P2P Network Evolution: Speed and Privacy
A long-running ETH P2P track sketched out ambitious plans for the network’s peer-to-peer layer. This included a QUIC-based replacement for libp2p, aiming for privacy-by-default and slot-aware integration, which would significantly enhance network communication. Additionally, an erasure-coded broadcast prototype was demonstrated, simulating approximately six times faster propagation than the current GossipSub protocol for 2.4 MB payloads. These advancements are critical for improving block propagation times and overall network robustness, especially as block sizes potentially increase with higher gas limits. The CL track also surfaced strong sentiment toward eventually deprecating consolidations entirely – declaring a final fork that supports them, then forcing exit-then-redeposit afterwards – as the cleaner long-term answer to validator-set state growth, streamlining network management.
Immediate Next Steps: From Prototype to Production
The conclusion of Soldøgn marks a transition from intensive prototyping to the crucial phase of production readiness. Teams are now returning home, tasked with taking the innovations and agreements forged in Svalbard and transforming them into robust, shippable code. The next several weeks will be characterized by "heads-down" work, focusing on hardening client implementations against the newly finalized specifications, ensuring comprehensive test coverage, and merging Soldøgn’s draft Pull Requests into the main codebases.

Transparency and Public Engagement
As always, the Ethereum core development process maintains a commitment to transparency. The final decisions for critical values, such as the 200 million gas limit target and the definitive repricing numbers, will be formally made and publicly shared during upcoming AllCoreDevs calls. These calls serve as the official channels for communicating major protocol decisions to the broader Ethereum community and are expected to be the central topics of discussion in the immediate weeks following the interop.

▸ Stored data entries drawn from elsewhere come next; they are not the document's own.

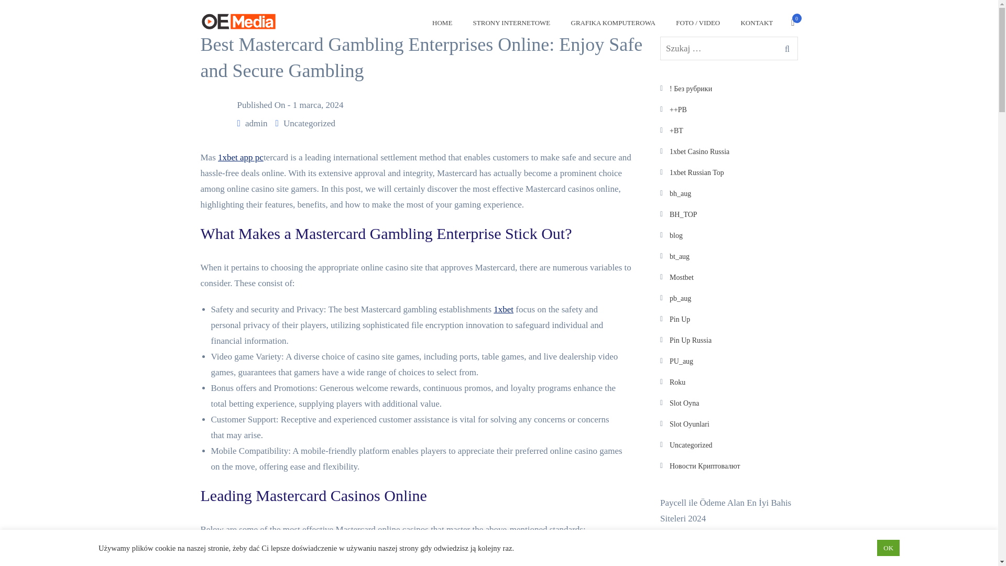  What do you see at coordinates (676, 235) in the screenshot?
I see `blog` at bounding box center [676, 235].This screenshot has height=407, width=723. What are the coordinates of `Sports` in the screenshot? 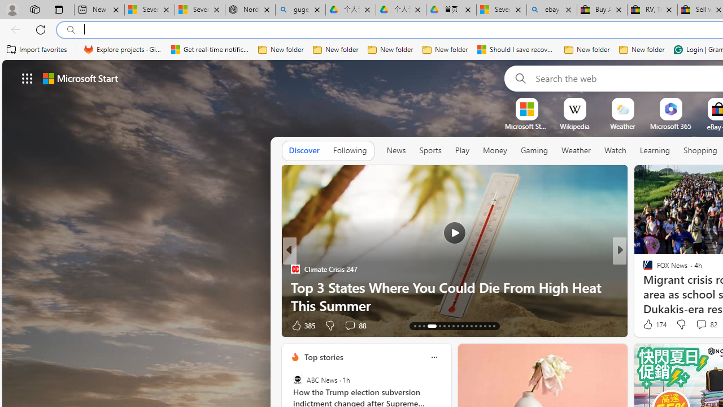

Conclusion: A United Front for Decentralization
The Soldøgn Interop in Svalbard stands as a testament to the unwavering dedication and collaborative spirit of the Ethereum core development community. In a remote Arctic outpost, under the perpetual light of the midnight sun, over a hundred brilliant minds united to push the boundaries of decentralized technology. The week’s achievements, particularly the foundational work on the Glamsterdam upgrade and its implications for scalability, efficiency, and decentralization, represent a significant leap forward for Ethereum.
A heartfelt thank you extends to everyone who traveled to 78°N and contributed to the success of this monumental week. Special recognition goes to EthPandaOps for their exceptional organizational prowess, keeping the group focused and productive each day, and to all who worked tirelessly under the unique conditions of the midnight sun to meet daily goals – including the Ethrex crew, who made their impactful debut at this interop. It was an incredibly productive and memorable week, and the forthcoming full-length documentary by the EF Digital Studio team will ensure its legacy is beautifully preserved for the entire Ethereum community. The future of Ethereum, shaped by such collaborative efforts, continues to shine ever brighter.